At today’s session horns were added to “Magical Mystery Tour.” There was no written score, and the musicians spent some time twiddling their thumbs while Paul and George Martin tried to figure out what they were supposed to play. Eventually, trumpeter Elgar Howarth grew tired of waiting and wrote a score himself. Howarth did not receive a writing credit and thus lost out on a vast sum of money, but seems to have had a pretty good career nonetheless. Now 81, according to the All-Music Guide he “is one of the most conspicuous figures in modern English musical life, managing to maintain a multifaceted career as a conductor, composer, arranger, and instrumentalist.”
In addition to the brass, some glockenspiel was added, making this by my count the third Beatles song to feature glockenspiel (after “Being for the Benefit of Mr. Kite!” and “Only a Northern Song”). It’s a fun word to say, or to write: glockenspiel. But what does it mean?

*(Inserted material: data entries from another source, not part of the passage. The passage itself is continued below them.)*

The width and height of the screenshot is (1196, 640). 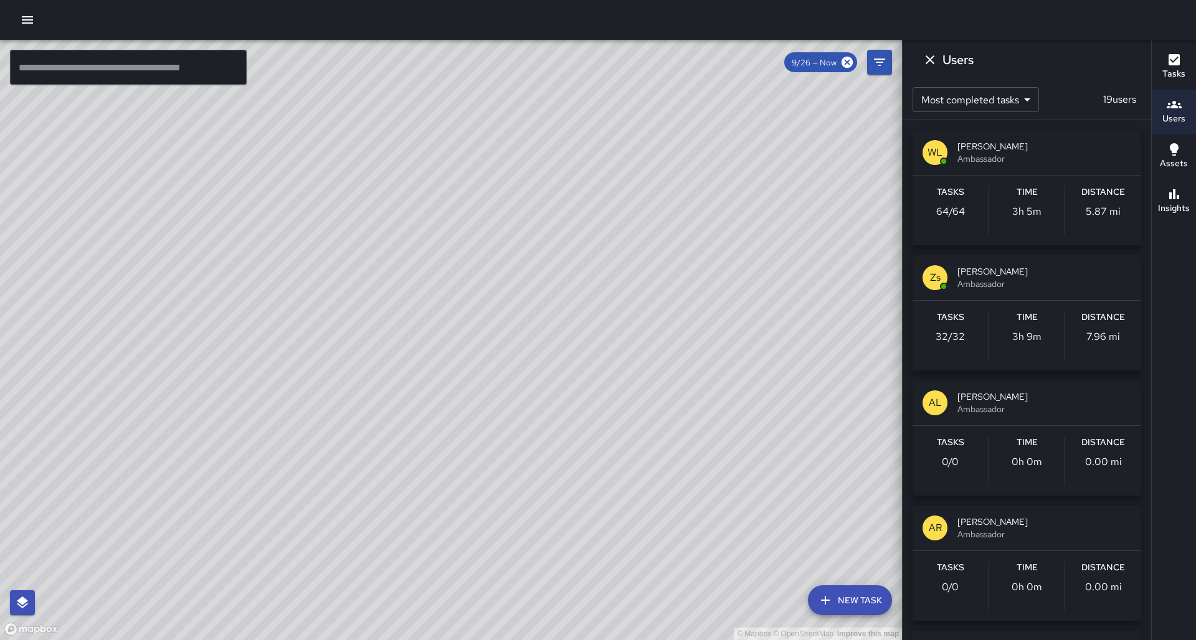 What do you see at coordinates (1103, 337) in the screenshot?
I see `p: 7.96 mi` at bounding box center [1103, 337].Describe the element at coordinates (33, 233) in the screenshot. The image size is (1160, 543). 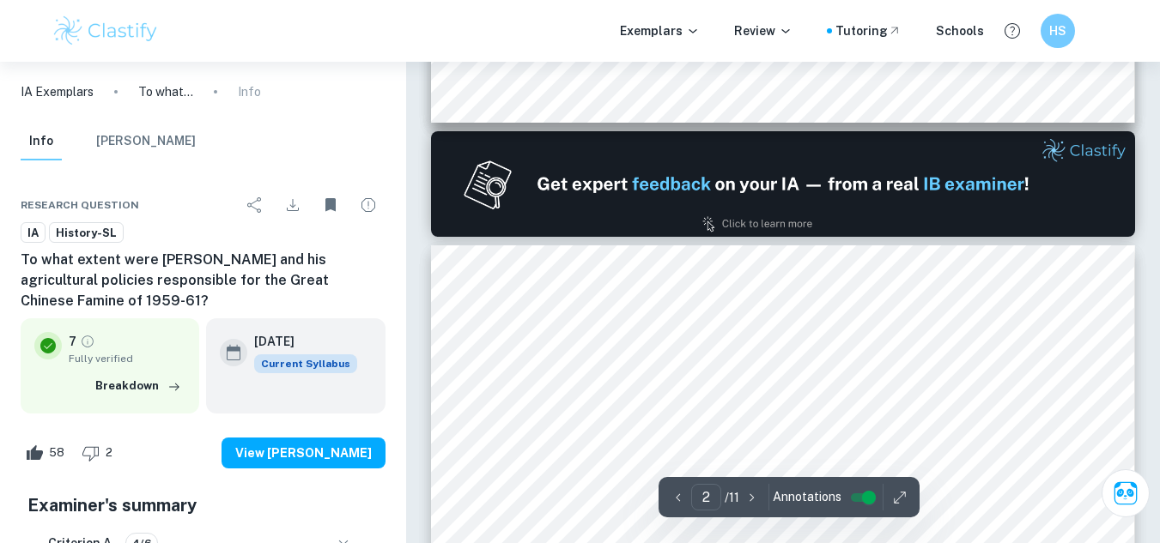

Webster’s defines glockenspiel as “a percussion instrument consisting of a series of graduated metal bars tuned to the chromatic scale and played with two hammers” and notes its derivation from the German glocke and spiel. The meaning of “glocke” — bell — is pretty straightforward, but “spiel” can mean play, set, or game. Then there’s the way we use the word in English today — to talk fast or at length — which I believe comes from the yiddish “shpil.” So in a sense a glockenspiel could be a “talking bell,” though I don’t think it’s often thought of that way.
And this spiraling tangent is now officially out of control — that’s when happens when it’s a slow news day in Pepperland. Let’s call it a day early and go to the beach.
I had a glockenspiel once but it is just an outpatient procedure to have it removed.